The data shown below were compiled from readership statistics for 51 Mendeley readers of this research output. Click here to see the associated Mendeley record.

Geographical breakdown

Country Count As %
Unknown 51 100%

Demographic breakdown

Readers by professional status Count As %
Student > Ph. D. Student 9 18%
Researcher 7 14%
Student > Doctoral Student 5 10%
Student > Master 4 8%
Lecturer 2 4%
Other 5 10%
Unknown 19 37%
Readers by discipline Count As %
Medicine and Dentistry 8 16%
Social Sciences 8 16%
Nursing and Health Professions 5 10%
Immunology and Microbiology 2 4%
Economics, Econometrics and Finance 2 4%
Other 5 10%
Unknown 21 41%
Attention Score in Context

Attention Score in Context

This research output has an Altmetric Attention Score of 5. This is our high-level measure of the quality and quantity of online attention that it has received.
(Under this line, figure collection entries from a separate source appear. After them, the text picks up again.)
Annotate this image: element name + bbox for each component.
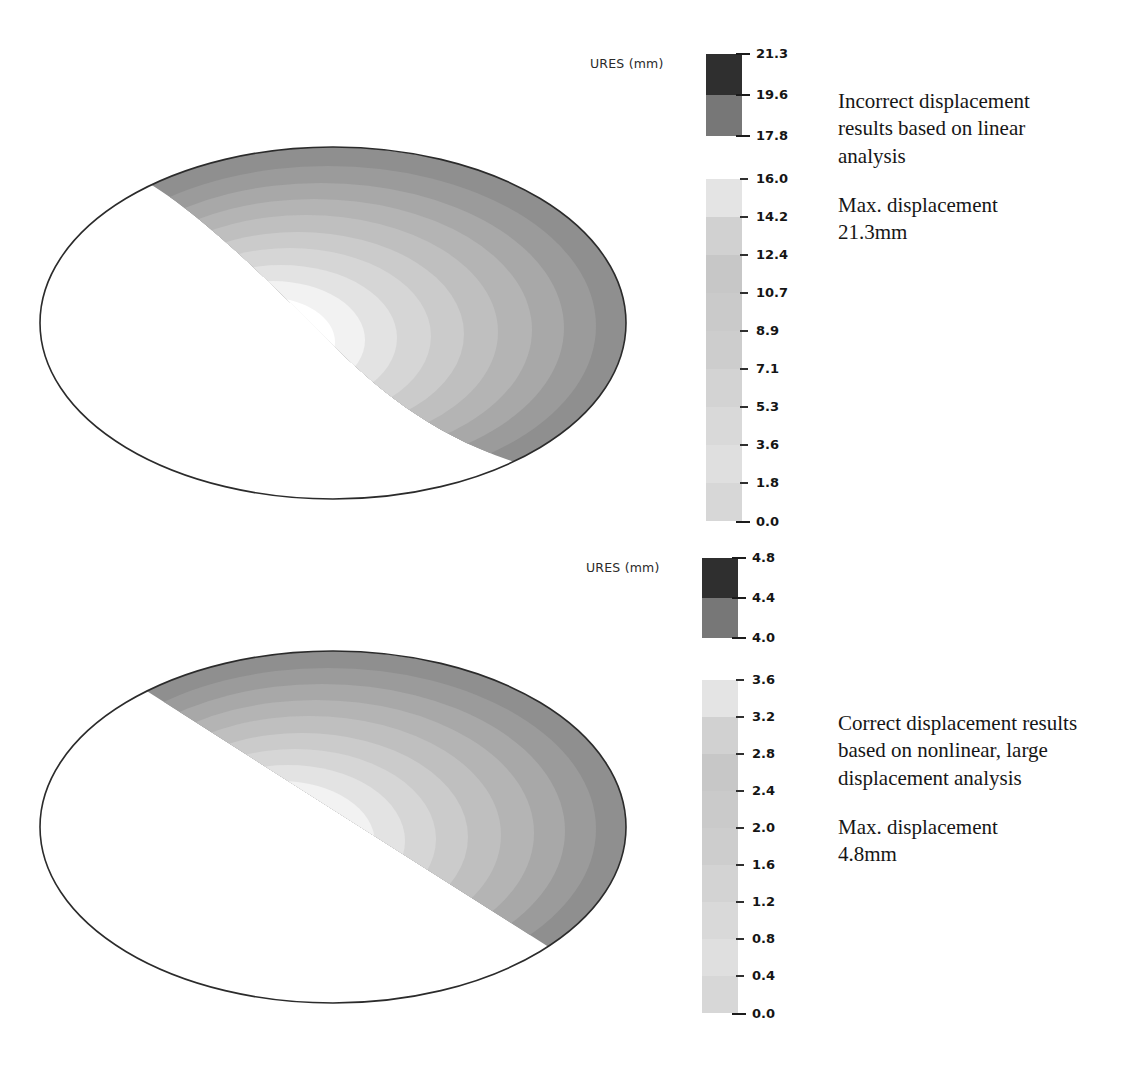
legend-tick-1-2 — [736, 901, 744, 903]
legend-label-0-0: 0.0 — [752, 1007, 775, 1020]
legend-tick-8-9 — [740, 330, 748, 332]
legend-bar-wrap-top: 21.3 19.6 17.8 16.0 14.2 12.4 10.7 8.9 7… — [706, 44, 810, 544]
legend-band-03 — [706, 407, 742, 445]
legend-label-2-4: 2.4 — [752, 784, 775, 797]
legend-label-2-0: 2.0 — [752, 821, 775, 834]
legend-tick-19-6 — [736, 94, 750, 96]
legend-tick-2-4 — [736, 790, 744, 792]
legend-tick-16-0 — [740, 178, 748, 180]
legend-label-4-4: 4.4 — [752, 591, 775, 604]
legend-label-3-2: 3.2 — [752, 710, 775, 723]
legend-tick-14-2 — [740, 216, 748, 218]
legend-band-11 — [706, 95, 742, 136]
legend-tick-3-6 — [740, 444, 748, 446]
legend-tick-1-8 — [740, 482, 748, 484]
legend-title-top: URES (mm) — [590, 56, 702, 71]
annotation-top: Incorrect displacement results based on … — [838, 88, 1083, 246]
annotation-bottom-description: Correct displacement results based on no… — [838, 710, 1083, 792]
legend-band-12 — [702, 558, 738, 598]
legend-tick-4-8 — [732, 557, 746, 559]
legend-band-03 — [702, 902, 738, 939]
annotation-bottom-max-value: 4.8mm — [838, 841, 1083, 868]
legend-tick-0-4 — [736, 975, 744, 977]
legend-label-2-8: 2.8 — [752, 747, 775, 760]
legend-band-05 — [702, 828, 738, 865]
legend-label-12-4: 12.4 — [756, 248, 788, 261]
legend-band-01 — [706, 483, 742, 521]
legend-label-3-6: 3.6 — [752, 673, 775, 686]
legend-label-0-0: 0.0 — [756, 515, 779, 528]
annotation-bottom-spacer — [838, 792, 1083, 814]
legend-colorbar-bottom — [702, 548, 738, 1038]
legend-label-21-3: 21.3 — [756, 47, 788, 60]
legend-band-09 — [706, 179, 742, 217]
legend-tick-4-0 — [732, 637, 746, 639]
legend-label-0-4: 0.4 — [752, 969, 775, 982]
legend-title-bottom: URES (mm) — [586, 560, 698, 575]
nonlinear-analysis-contour-plot — [28, 612, 638, 1042]
contour-svg-top — [28, 108, 638, 538]
legend-band-07 — [706, 255, 742, 293]
annotation-bottom-max-label: Max. displacement — [838, 814, 1083, 841]
legend-tick-4-4 — [732, 597, 746, 599]
legend-tick-2-0 — [736, 827, 744, 829]
legend-tick-3-2 — [736, 716, 744, 718]
linear-analysis-contour-plot — [28, 108, 638, 538]
legend-label-0-8: 0.8 — [752, 932, 775, 945]
legend-band-06 — [702, 791, 738, 828]
legend-band-04 — [706, 369, 742, 407]
legend-label-17-8: 17.8 — [756, 129, 788, 142]
legend-band-02 — [706, 445, 742, 483]
legend-label-1-2: 1.2 — [752, 895, 775, 908]
legend-tick-0-0 — [732, 1013, 746, 1015]
legend-label-10-7: 10.7 — [756, 286, 788, 299]
legend-band-08 — [702, 717, 738, 754]
legend-band-02 — [702, 939, 738, 976]
legend-tick-7-1 — [740, 368, 748, 370]
legend-tick-17-8 — [736, 135, 750, 137]
legend-colorbar-top — [706, 44, 742, 544]
legend-tick-3-6 — [736, 679, 744, 681]
legend-label-14-2: 14.2 — [756, 210, 788, 223]
legend-label-1-6: 1.6 — [752, 858, 775, 871]
legend-label-19-6: 19.6 — [756, 88, 788, 101]
legend-label-5-3: 5.3 — [756, 400, 779, 413]
annotation-bottom: Correct displacement results based on no… — [838, 710, 1083, 868]
legend-tick-0-0 — [736, 521, 750, 523]
legend-tick-0-8 — [736, 938, 744, 940]
legend-tick-1-6 — [736, 864, 744, 866]
legend-tick-10-7 — [740, 292, 748, 294]
legend-top: URES (mm) — [590, 44, 810, 544]
legend-band-12 — [706, 54, 742, 95]
legend-tick-2-8 — [736, 753, 744, 755]
legend-label-3-6: 3.6 — [756, 438, 779, 451]
legend-tick-21-3 — [736, 53, 750, 55]
legend-band-08 — [706, 217, 742, 255]
legend-label-4-8: 4.8 — [752, 551, 775, 564]
legend-band-09 — [702, 680, 738, 717]
legend-band-11 — [702, 598, 738, 638]
annotation-top-description: Incorrect displacement results based on … — [838, 88, 1083, 170]
legend-band-01 — [702, 976, 738, 1013]
legend-label-16-0: 16.0 — [756, 172, 788, 185]
contour-svg-bottom — [28, 612, 638, 1042]
legend-bar-wrap-bottom: 4.8 4.4 4.0 3.6 3.2 2.8 2.4 2.0 1.6 1.2 … — [702, 548, 806, 1038]
legend-label-1-8: 1.8 — [756, 476, 779, 489]
legend-label-4-0: 4.0 — [752, 631, 775, 644]
legend-tick-5-3 — [740, 406, 748, 408]
legend-bottom: URES (mm) 4.8 4.4 4.0 3.6 — [586, 548, 806, 1038]
annotation-top-spacer — [838, 170, 1083, 192]
legend-label-7-1: 7.1 — [756, 362, 779, 375]
legend-band-04 — [702, 865, 738, 902]
legend-band-07 — [702, 754, 738, 791]
legend-label-8-9: 8.9 — [756, 324, 779, 337]
legend-band-06 — [706, 293, 742, 331]
legend-band-05 — [706, 331, 742, 369]
legend-tick-12-4 — [740, 254, 748, 256]
annotation-top-max-value: 21.3mm — [838, 219, 1083, 246]
annotation-top-max-label: Max. displacement — [838, 192, 1083, 219]
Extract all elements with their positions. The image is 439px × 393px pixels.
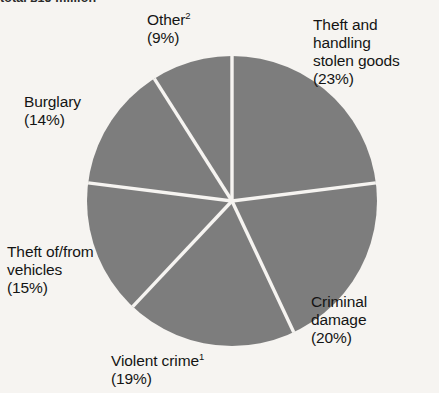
footnote-marker-1: 1: [199, 351, 204, 362]
pie-label-theft-vehicles-line2: vehicles: [7, 261, 62, 278]
pie-chart-figure: total £15 million Other2 (9%) Theft and …: [0, 0, 439, 393]
pie-label-burglary-percent: (14%): [24, 111, 81, 129]
pie-label-theft-handling-line2: handling: [313, 34, 371, 51]
pie-label-theft-vehicles-line1: Theft of/from: [7, 243, 94, 260]
pie-label-burglary: Burglary (14%): [24, 93, 81, 129]
pie-label-criminal-damage-percent: (20%): [311, 329, 367, 347]
pie-label-violent-percent: (19%): [111, 370, 204, 388]
pie-label-theft-vehicles-percent: (15%): [7, 279, 94, 297]
pie-label-other-text: Other: [147, 11, 185, 28]
pie-label-theft-of-from-vehicles: Theft of/from vehicles (15%): [7, 243, 94, 297]
pie-label-criminal-damage-line2: damage: [311, 311, 366, 328]
pie-label-violent-crime: Violent crime1 (19%): [111, 352, 204, 388]
pie-label-criminal-damage: Criminal damage (20%): [311, 293, 367, 347]
pie-label-criminal-damage-line1: Criminal: [311, 293, 367, 310]
pie-label-theft-handling-line3: stolen goods: [313, 52, 400, 69]
pie-label-theft-handling-stolen-goods: Theft and handling stolen goods (23%): [313, 16, 400, 88]
pie-label-theft-handling-line1: Theft and: [313, 16, 378, 33]
pie-label-burglary-text: Burglary: [24, 93, 81, 110]
pie-label-violent-text: Violent crime: [111, 352, 199, 369]
pie-label-other: Other2 (9%): [147, 11, 190, 47]
pie-label-theft-handling-percent: (23%): [313, 70, 400, 88]
pie-label-other-percent: (9%): [147, 29, 190, 47]
footnote-marker-2: 2: [185, 10, 190, 21]
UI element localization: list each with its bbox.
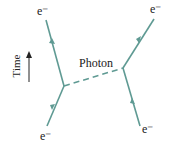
electron-label-bottom-left: e⁻ <box>40 130 51 142</box>
electron-line-top-left <box>46 20 64 86</box>
electron-line-top-right <box>123 19 154 68</box>
electron-label-top-right: e⁻ <box>150 3 161 15</box>
electron-line-bottom-left <box>47 86 64 126</box>
electron-label-top-left: e⁻ <box>37 5 48 17</box>
photon-line <box>64 68 123 86</box>
feynman-diagram: e⁻ e⁻ e⁻ e⁻ Photon Time <box>0 0 175 146</box>
electron-line-bottom-right <box>123 68 140 126</box>
photon-label: Photon <box>79 57 113 69</box>
electron-label-bottom-right: e⁻ <box>142 123 153 135</box>
arrow-icon <box>49 38 55 44</box>
time-axis-label: Time <box>10 55 22 78</box>
time-arrow-icon <box>26 51 32 58</box>
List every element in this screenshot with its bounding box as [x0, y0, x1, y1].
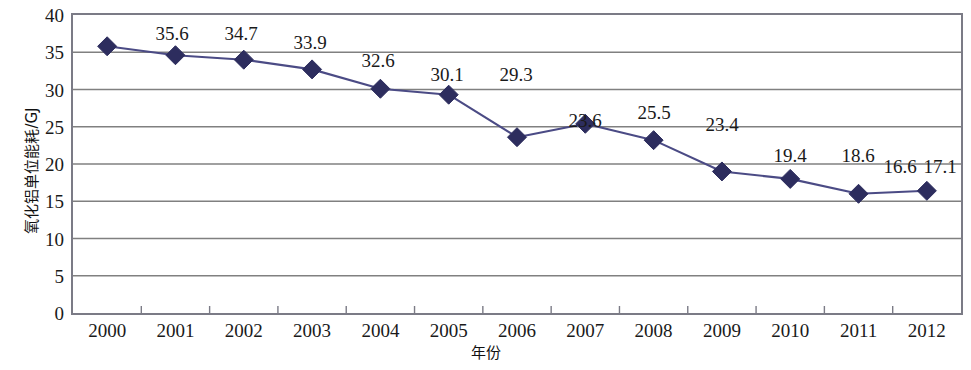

This Attention Score, as well as the ranking and number of research outputs shown below, was calculated when the research output was last mentioned on 30 November 2022.
All research outputs
#6,822,025
of 25,107,281 outputs
Outputs from Journal of Urban Health
#664
of 1,371 outputs
Outputs of similar age
#110,233
of 341,089 outputs
Outputs of similar age from Journal of Urban Health
#11
of 21 outputs
Altmetric has tracked 25,107,281 research outputs across all sources so far. This one has received more attention than most of these and is in the 72nd percentile.
So far Altmetric has tracked 1,371 research outputs from this source. They typically receive a lot more attention than average, with a mean Attention Score of 24.8. This one has gotten more attention than average, scoring higher than 51% of its peers.
Older research outputs will score higher simply because they've had more time to accumulate mentions. To account for age we can compare this Altmetric Attention Score to the 341,089 tracked outputs that were published within six weeks on either side of this one in any source. This one has gotten more attention than average, scoring higher than 67% of its contemporaries.
We're also able to compare this research output to 21 others from the same source and published within six weeks on either side of this one. This one has gotten more attention than average, scoring higher than 52% of its contemporaries.